▶ _Task details_: Repeat, word for word, every line from the line holding "Identify the location of Sul." through the final line of the entries below. Skip all pictures.

▶ _Entries supplied_:
--------

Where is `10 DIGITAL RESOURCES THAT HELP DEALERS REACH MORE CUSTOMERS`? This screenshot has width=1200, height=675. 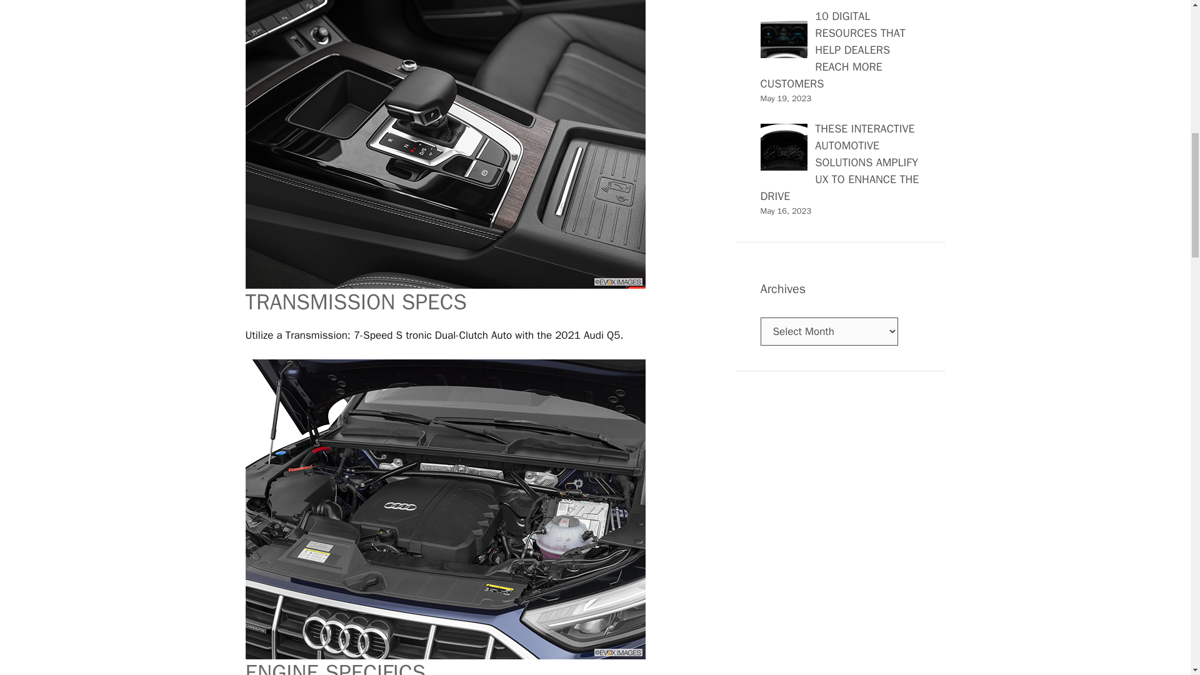 10 DIGITAL RESOURCES THAT HELP DEALERS REACH MORE CUSTOMERS is located at coordinates (832, 50).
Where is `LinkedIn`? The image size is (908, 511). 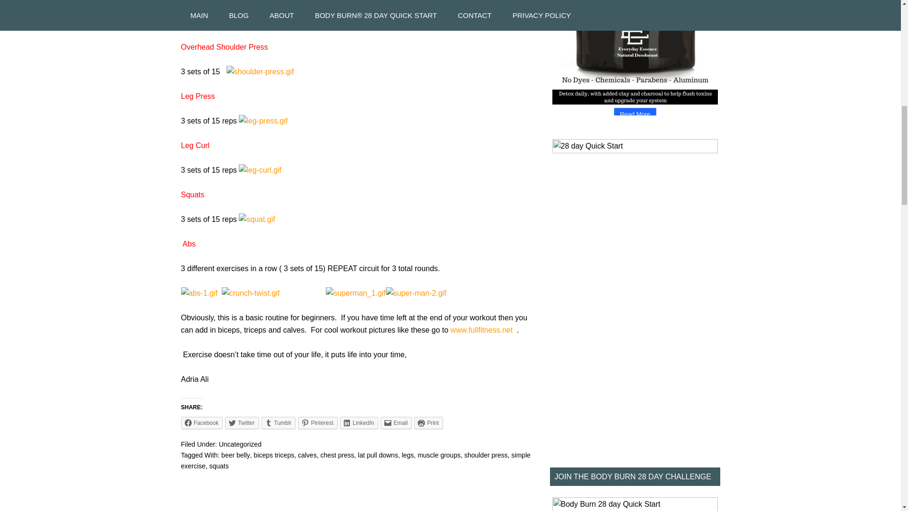
LinkedIn is located at coordinates (359, 423).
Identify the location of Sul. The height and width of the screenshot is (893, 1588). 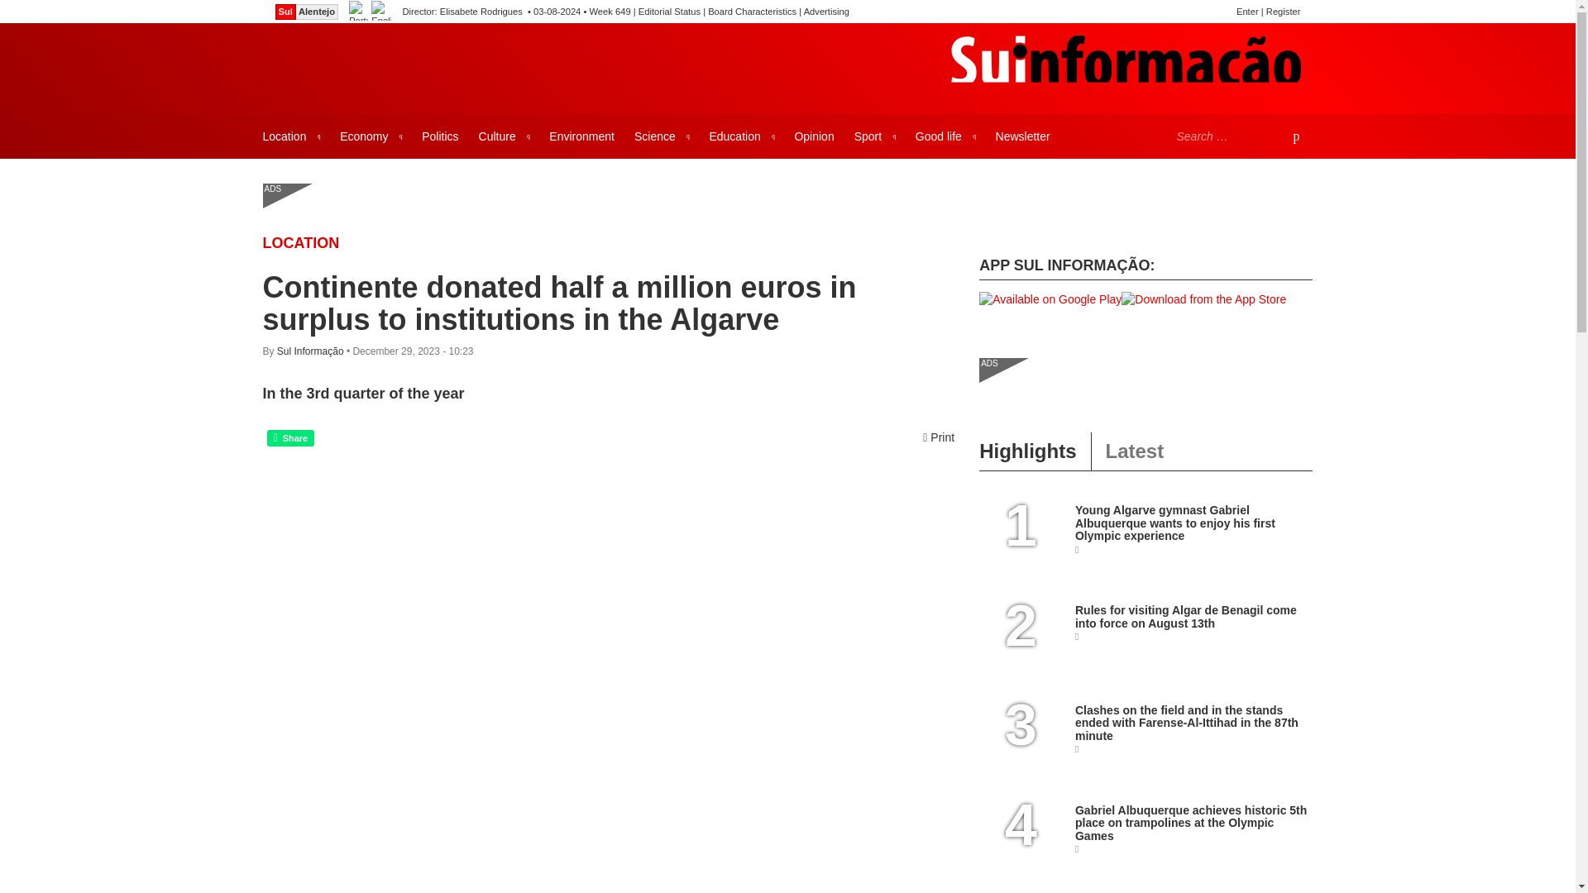
(285, 12).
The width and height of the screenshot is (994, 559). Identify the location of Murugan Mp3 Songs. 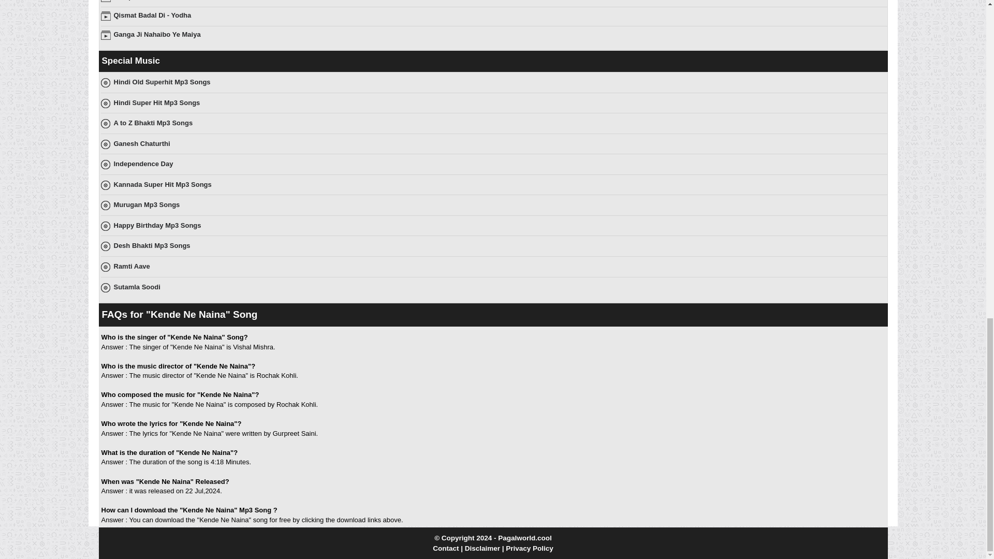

--------

▶ _Exercise answer_:
Identify the location of Sul. The height and width of the screenshot is (893, 1588). 
(285, 12).
The width and height of the screenshot is (994, 559). Identify the location of Murugan Mp3 Songs. 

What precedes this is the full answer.